Your email address will only be used for the purpose of sending you the ITER Organization publication(s) that you have requested. ITER Organization will not transfer your email address or other personal data to any other party or use it for commercial purposes.
If you change your mind, you can easily unsubscribe by clicking the unsubscribe option at the bottom of an email you've received from ITER Organization. modification test
Lawrence Livermore scientists have modeled actinide-based alloys, such as spent nuclear fuel, in an effort to predict the impact of evolving fuel chemistry on material performance.
This work, funded by a Laboratory Directed Research and Development Program on "Scientific Basis for Ultra-high Burn-up Nuclear Fuels," could have direct implications for the use of spent nuclear fuel as another source of energy.
Despite the limited availability of experimental thermodynamic data, this new approach can predict important features contained in phase diagrams, namely phases and their stability in composition-temperature domains and microstructures, and more importantly, guide and motivate further experiments for validating the methodology and the data for subsequent modeling of materials performance at higher scale, according to Patrice Turchi, lead author of a review paper appearing in the March issue of the Journal of the Minerals, Metals & Materials Society (JOM).
At the Korea Institute of Fusion Energy (KFE), the KSTAR tokamak recommenced operations in December after a major upgrade to replace the…
KSTAR aims for longer plasmas
At the Korea Institute of Fusion Energy (KFE), the KSTAR tokamak recommenced operations in December after a major upgrade to replace the device's carbon divertor with a tungsten divertor.
According to an article on the KFE website, the original carbon divertors could take a thermal load of 5MW/m², whereas the tungsten divertor can take 10MW/m². The upgrade is critical to the goal of sustaining a 100-million-degree plasma for 300 seconds by 2026. Data from the operational campaign will be directly relevant to ITER, which will operate a tungsten divertor under similar plasma conditions in terms of shape and structure.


TASK DIRECTIONS → Wherever "swatch" shows up in the records below, copy the whole line.

DATASET RECORDS →
-------------------------

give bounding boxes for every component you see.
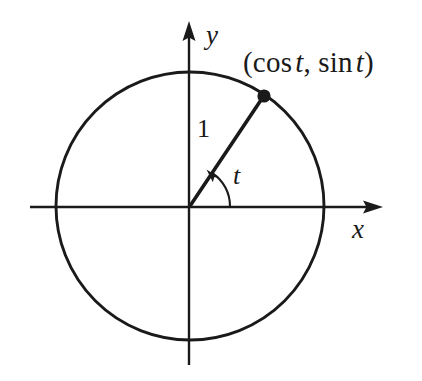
point-label-open-paren: ( — [243, 46, 253, 78]
point-label-sin-argument: t — [356, 46, 364, 78]
terminal-point-dot — [257, 89, 270, 102]
radius-length-label: 1 — [197, 116, 210, 142]
point-label-comma: , — [303, 46, 310, 78]
point-label-sin-operator: sin — [318, 46, 352, 78]
angle-arc — [207, 170, 231, 207]
y-axis-label: y — [206, 22, 218, 49]
x-axis-label: x — [352, 216, 364, 243]
point-label-close-paren: ) — [364, 46, 374, 78]
point-label-cos-operator: cos — [253, 46, 292, 78]
terminal-point-label: (cost, sint) — [243, 48, 374, 77]
x-axis — [30, 201, 383, 214]
angle-arc-path — [213, 173, 230, 206]
unit-circle-figure: y x 1 t (cost, sint) — [0, 0, 422, 381]
angle-label: t — [233, 163, 240, 189]
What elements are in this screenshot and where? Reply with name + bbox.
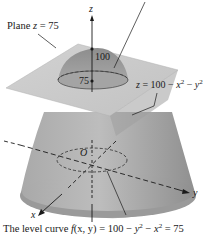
x-axis-label: x	[31, 210, 35, 220]
z-axis-label: z	[89, 4, 93, 14]
plane-label: Plane z = 75	[7, 21, 59, 32]
plane-label-leader	[38, 34, 56, 48]
y-axis-label: y	[193, 188, 197, 198]
level-curve-caption: The level curve f(x, y) = 100 − y2 − x2 …	[3, 224, 184, 235]
tick-100-dot	[90, 47, 93, 50]
tick-75-label: 75	[79, 76, 89, 86]
z-axis-arrow	[90, 15, 94, 21]
paraboloid-diagram	[0, 0, 222, 238]
tick-100-label: 100	[95, 52, 110, 62]
tick-75-dot	[90, 79, 93, 82]
surface-equation-label: z = 100 − x2 − y2	[136, 80, 203, 90]
origin-label: O	[80, 148, 87, 158]
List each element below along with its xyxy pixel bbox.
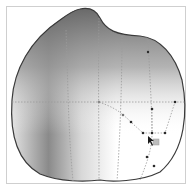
selected-node-marker[interactable]	[153, 139, 159, 145]
mesh-canvas[interactable]	[0, 0, 194, 192]
peach-fill	[0, 0, 194, 192]
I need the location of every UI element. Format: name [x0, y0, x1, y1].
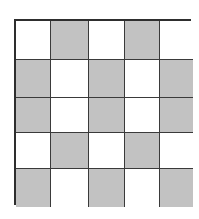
grid-cell-r3-c1	[16, 98, 51, 133]
grid-cell-r3-c5	[160, 98, 193, 133]
grid-cell-r2-c5	[160, 60, 193, 98]
grid-cell-r5-c5	[160, 169, 193, 207]
grid-cell-r1-c1	[16, 21, 51, 60]
grid-cell-r2-c4	[125, 60, 160, 98]
grid-cell-r1-c3	[89, 21, 125, 60]
grid-cell-r3-c2	[51, 98, 89, 133]
grid-cell-r1-c4	[125, 21, 160, 60]
grid-cell-r5-c3	[89, 169, 125, 207]
grid-cell-r4-c1	[16, 133, 51, 169]
grid-cell-r2-c2	[51, 60, 89, 98]
grid-cell-r5-c4	[125, 169, 160, 207]
grid-cell-r4-c3	[89, 133, 125, 169]
grid-cell-r2-c3	[89, 60, 125, 98]
grid-cell-r4-c5	[160, 133, 193, 169]
grid-cell-r4-c4	[125, 133, 160, 169]
grid-cell-r4-c2	[51, 133, 89, 169]
grid-cell-r5-c1	[16, 169, 51, 207]
grid-cell-r5-c2	[51, 169, 89, 207]
grid-cell-r1-c5	[160, 21, 193, 60]
grid-cell-r2-c1	[16, 60, 51, 98]
grid-cell-r3-c3	[89, 98, 125, 133]
grid-cell-r1-c2	[51, 21, 89, 60]
grid-cell-r3-c4	[125, 98, 160, 133]
checkerboard-grid	[14, 19, 191, 205]
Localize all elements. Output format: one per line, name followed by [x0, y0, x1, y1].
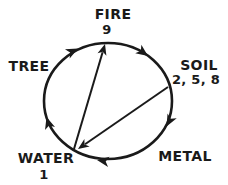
node-label-soil: SOIL	[180, 58, 218, 72]
arrow-line-soil-to-water	[85, 87, 168, 144]
cycle-circle	[44, 43, 172, 159]
node-label-tree: TREE	[8, 59, 49, 73]
node-label-water: WATER	[18, 151, 74, 165]
arrowhead-metal-to-water-icon	[96, 155, 109, 167]
arrowhead-fire-to-soil-icon	[135, 45, 151, 60]
node-numbers-soil: 2, 5, 8	[172, 73, 220, 86]
node-label-fire: FIRE	[95, 7, 132, 21]
arrowhead-soil-to-water-icon	[75, 139, 89, 153]
node-numbers-water: 1	[39, 168, 48, 181]
node-numbers-fire: 9	[102, 23, 111, 36]
five-element-cycle-diagram: FIRE 9 SOIL 2, 5, 8 METAL WATER 1 TREE	[0, 0, 228, 185]
arrowhead-water-to-tree-icon	[42, 115, 55, 130]
node-label-metal: METAL	[158, 149, 212, 163]
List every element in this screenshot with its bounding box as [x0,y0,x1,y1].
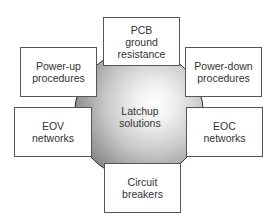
center-label-text: Latchup solutions [112,105,168,129]
node-power-down-procedures: Power-down procedures [185,47,262,97]
center-label: Latchup solutions [112,105,168,129]
node-power-up-procedures: Power-up procedures [20,47,97,97]
node-pcb-ground-resistance: PCB ground resistance [103,17,180,66]
node-eov-networks: EOV networks [14,107,92,157]
node-label: EOV networks [32,120,74,144]
node-eoc-networks: EOC networks [186,107,263,157]
node-label: Power-up procedures [32,60,85,84]
node-label: PCB ground resistance [118,24,166,60]
node-label: Power-down procedures [194,60,252,84]
node-label: Circuit breakers [122,176,163,200]
node-circuit-breakers: Circuit breakers [104,163,181,213]
node-label: EOC networks [203,120,245,144]
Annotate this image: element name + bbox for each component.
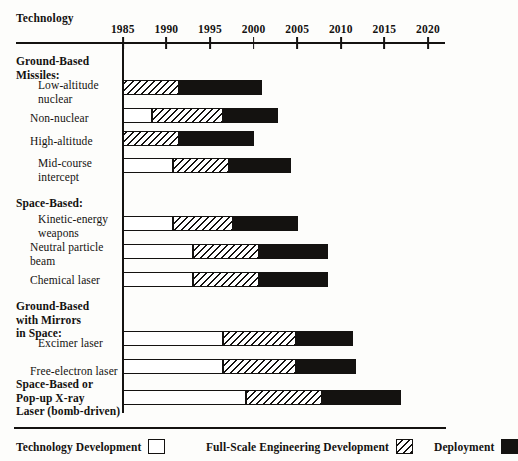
axis-year-label-2000: 2000 xyxy=(242,23,266,35)
chart-legend: Technology DevelopmentFull-Scale Enginee… xyxy=(16,437,446,455)
segment-full-scale-engineering-development xyxy=(193,272,259,287)
group-heading-ground-based-missiles: Ground-Based Missiles: xyxy=(16,55,89,82)
segment-full-scale-engineering-development xyxy=(193,244,259,259)
axis-tick-1995 xyxy=(209,37,211,49)
segment-deployment xyxy=(179,80,262,95)
legend-item-full-scale-engineering-development: Full-Scale Engineering Development xyxy=(206,437,413,455)
legend-item-technology-development: Technology Development xyxy=(16,437,165,455)
segment-technology-development xyxy=(123,390,246,405)
segment-technology-development xyxy=(123,158,173,173)
axis-year-label-2015: 2015 xyxy=(372,23,396,35)
year-axis-labels: 19851990199520002005201020152020 xyxy=(0,12,455,44)
axis-year-label-1995: 1995 xyxy=(198,23,222,35)
axis-year-label-2020: 2020 xyxy=(416,23,440,35)
bar-high-altitude xyxy=(0,131,455,146)
segment-technology-development xyxy=(123,244,193,259)
bar-kinetic-energy-weapons xyxy=(0,216,455,231)
bar-non-nuclear xyxy=(0,108,455,123)
legend-label: Full-Scale Engineering Development xyxy=(206,441,389,453)
segment-deployment xyxy=(223,108,278,123)
bar-space-based-or-pop-up-x-ray-laser-bomb-driven xyxy=(0,390,455,405)
axis-tick-2005 xyxy=(296,37,298,49)
axis-year-label-2010: 2010 xyxy=(329,23,353,35)
bar-excimer-laser xyxy=(0,331,455,346)
legend-swatch-tech xyxy=(148,439,165,454)
legend-label: Technology Development xyxy=(16,441,141,453)
bar-free-electron-laser xyxy=(0,359,455,374)
segment-technology-development xyxy=(123,331,223,346)
segment-technology-development xyxy=(123,272,193,287)
segment-full-scale-engineering-development xyxy=(246,390,323,405)
segment-deployment xyxy=(296,359,355,374)
segment-technology-development xyxy=(123,359,223,374)
axis-tick-2015 xyxy=(383,37,385,49)
legend-swatch-deploy xyxy=(501,439,518,454)
axis-tick-1990 xyxy=(165,37,167,49)
segment-deployment xyxy=(259,272,328,287)
legend-item-deployment: Deployment xyxy=(434,437,518,455)
axis-tick-2020 xyxy=(427,37,429,49)
axis-year-label-1990: 1990 xyxy=(154,23,178,35)
segment-deployment xyxy=(322,390,400,405)
segment-full-scale-engineering-development xyxy=(152,108,224,123)
segment-technology-development xyxy=(123,108,152,123)
axis-tick-2010 xyxy=(340,37,342,49)
segment-full-scale-engineering-development xyxy=(223,359,296,374)
time-axis-line xyxy=(16,42,445,44)
segment-full-scale-engineering-development xyxy=(173,158,230,173)
segment-technology-development xyxy=(123,216,174,231)
segment-deployment xyxy=(179,131,253,146)
segment-deployment xyxy=(233,216,298,231)
segment-full-scale-engineering-development xyxy=(123,80,180,95)
segment-deployment xyxy=(296,331,353,346)
segment-full-scale-engineering-development xyxy=(223,331,296,346)
axis-year-label-2005: 2005 xyxy=(285,23,309,35)
legend-swatch-fse xyxy=(396,439,413,454)
bar-neutral-particle-beam xyxy=(0,244,455,259)
segment-full-scale-engineering-development xyxy=(123,131,180,146)
axis-year-label-1985: 1985 xyxy=(111,23,135,35)
legend-divider xyxy=(14,427,446,429)
bar-mid-course-intercept xyxy=(0,158,455,173)
group-heading-space-based: Space-Based: xyxy=(16,197,83,211)
axis-tick-2000 xyxy=(253,37,255,49)
segment-deployment xyxy=(259,244,328,259)
segment-deployment xyxy=(229,158,291,173)
bar-low-altitude-nuclear xyxy=(0,80,455,95)
segment-full-scale-engineering-development xyxy=(173,216,232,231)
bar-chemical-laser xyxy=(0,272,455,287)
legend-label: Deployment xyxy=(434,441,494,453)
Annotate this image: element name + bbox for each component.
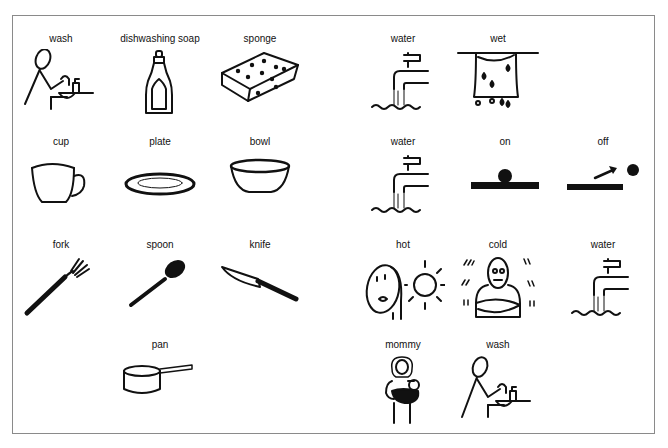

-------------------------

RESPONSE →
legend-swatch-tech xyxy=(148,439,165,454)
legend-swatch-deploy xyxy=(501,439,518,454)
legend-swatch-fse xyxy=(396,439,413,454)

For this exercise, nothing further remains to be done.